Who runs The Metals Company?
Gerard Barron has been Chairman and CEO since the company's founding in 2011. Barron previously built and sold an enterprise focused on offshore resource technology. He is the public face of the company, leading the effort before the International Seabed Authority and in public debates over the environmental permissibility of deep-sea mining.
How is The Metals Company structured, and is it a family office or a fund?
It is neither a family office nor an investment fund. The Metals Company is a publicly traded mineral development company listed on Nasdaq under the ticker TMC. It became public through a September 2021 business combination with a special purpose acquisition company, and it operates as an operating company targeting eventual commercial production rather than as a capital allocator.
Where does The Metals Company's resource base come from?
The resource is a polymetallic nodule field in the NORI-D contract area of the Clarion-Clipperton Zone, covering roughly 75,000 square kilometers of Pacific seafloor. The company's subsidiary NORI holds an exploration contract with the International Seabed Authority that was sponsored by Nauru. An SEC-filed resource estimate has cited sufficient measured and indicated quantities to support decades of production, though no commercial extraction has yet been permitted.
What is the company's current status on commercial production?
The Metals Company remains pre-revenue. It completed a pilot collection system test in late 2022, lifting over 3,000 tonnes of nodules to the surface, but the International Seabed Authority has not yet adopted the exploitation regulations required for commercial mining. The company publicly targets a mid-2020s production start, contingent on regulatory approval and project financing, neither of which has been secured as of mid-2024.
What are the main risks investors should understand?
The company faces fundamental pre-revenue risk centered on regulatory permitting: deep-sea mining in international waters requires approval from the International Seabed Authority under rules that are still being drafted.

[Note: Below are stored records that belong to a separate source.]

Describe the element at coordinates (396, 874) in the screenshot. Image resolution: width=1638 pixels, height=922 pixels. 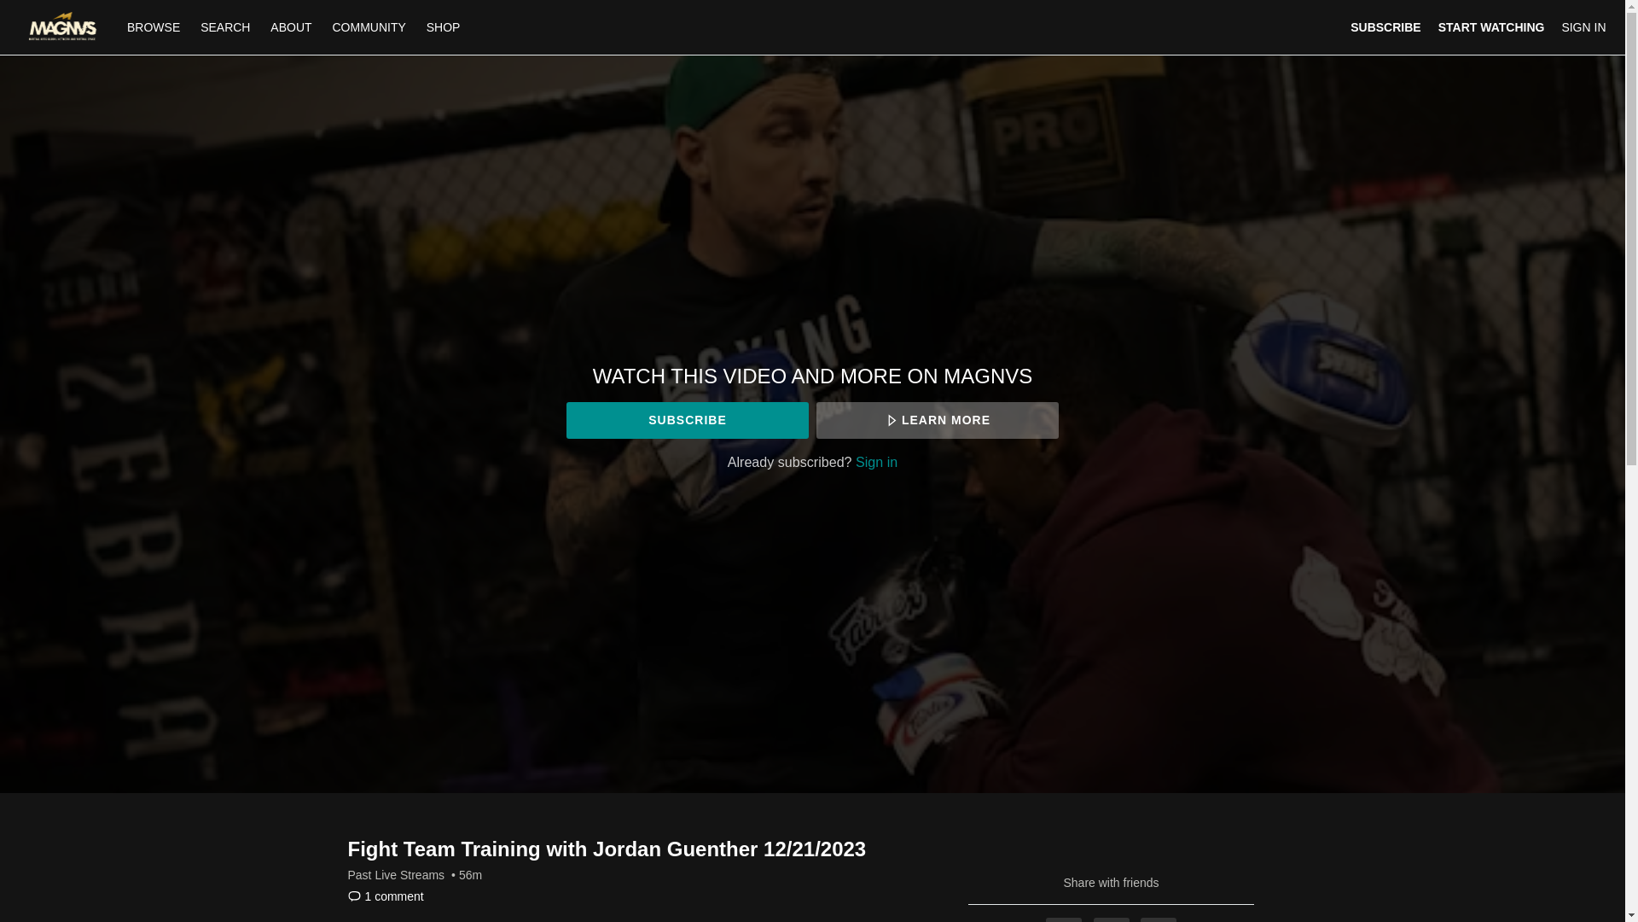
I see `Past Live Streams` at that location.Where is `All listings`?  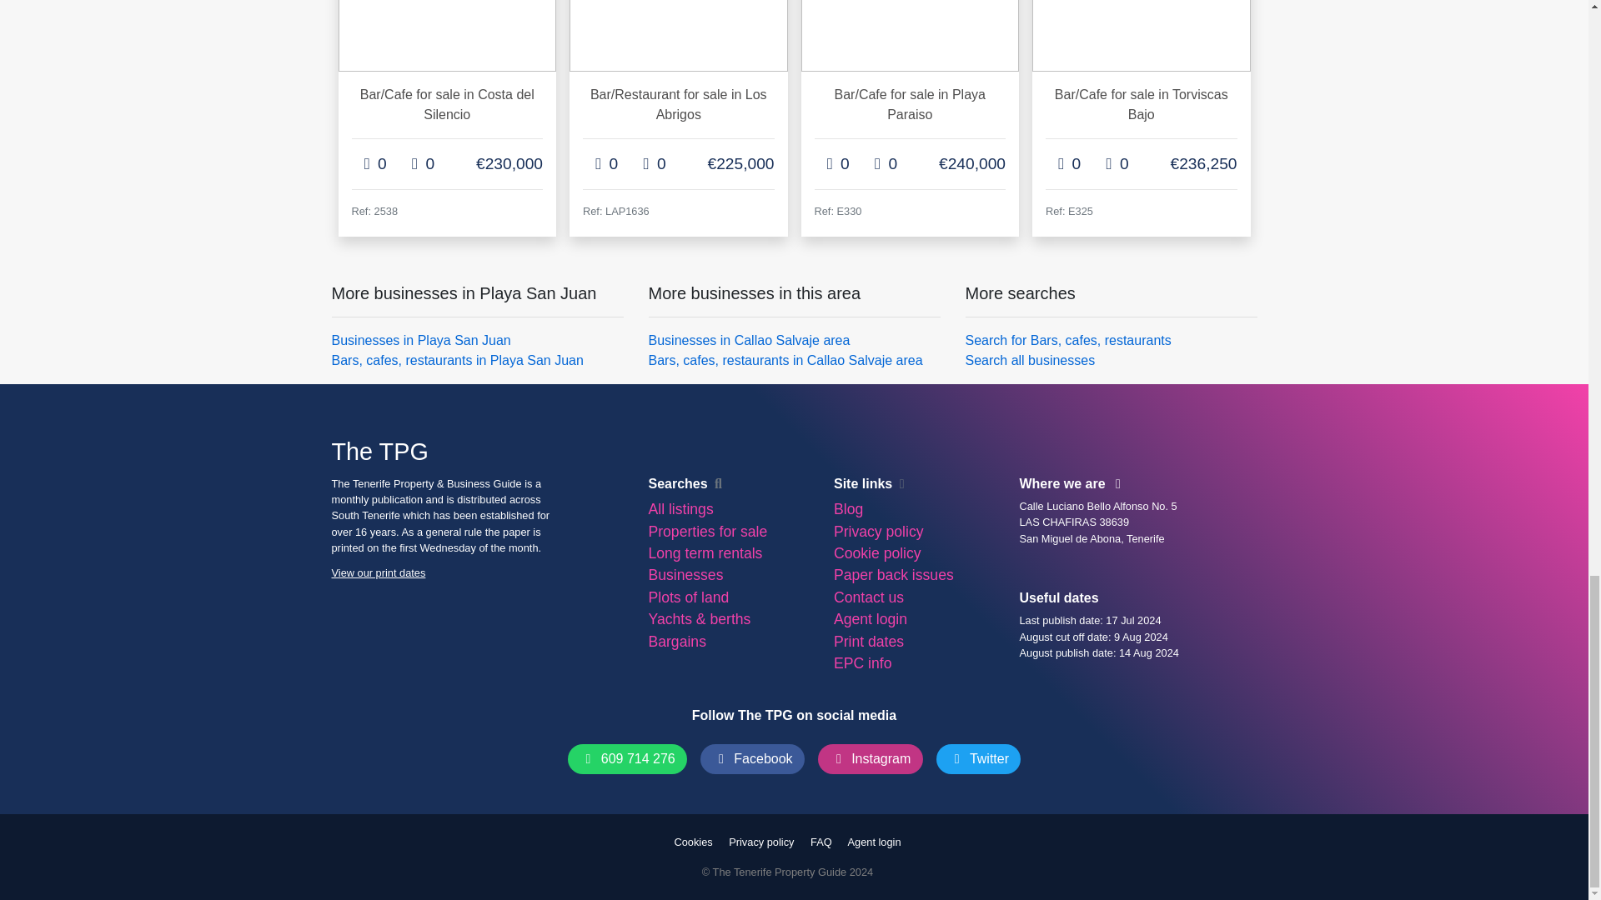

Environmental opposition from NGOs, member-nation moratoriums on exploitation, and scientific uncertainty about ecosystem impacts could permanently block or delay the project. Additionally, the company has disclosed going-concern risk and ongoing need for project financing in its public filings.
Does the company have any familiarity to institutional allocators as an investment vehicle?
No. The Metals Company does not function as a pooled investment vehicle, does not charge management fees to limited partners, and does not deploy capital into third-party assets. It is an operating company equity that some ESG- or energy transition-themed institutional portfolios may hold as a listed security, but it is outside the typical family office or alternative asset manager categorizations tracked by Altss.
Profile maintained by Altss using OSINT (open-source intelligence), regulatory filings, licensed data partners, and verified direct submissions. Read the methodology. Last updated: . Continuous refresh with full update cycles at least every 30 days.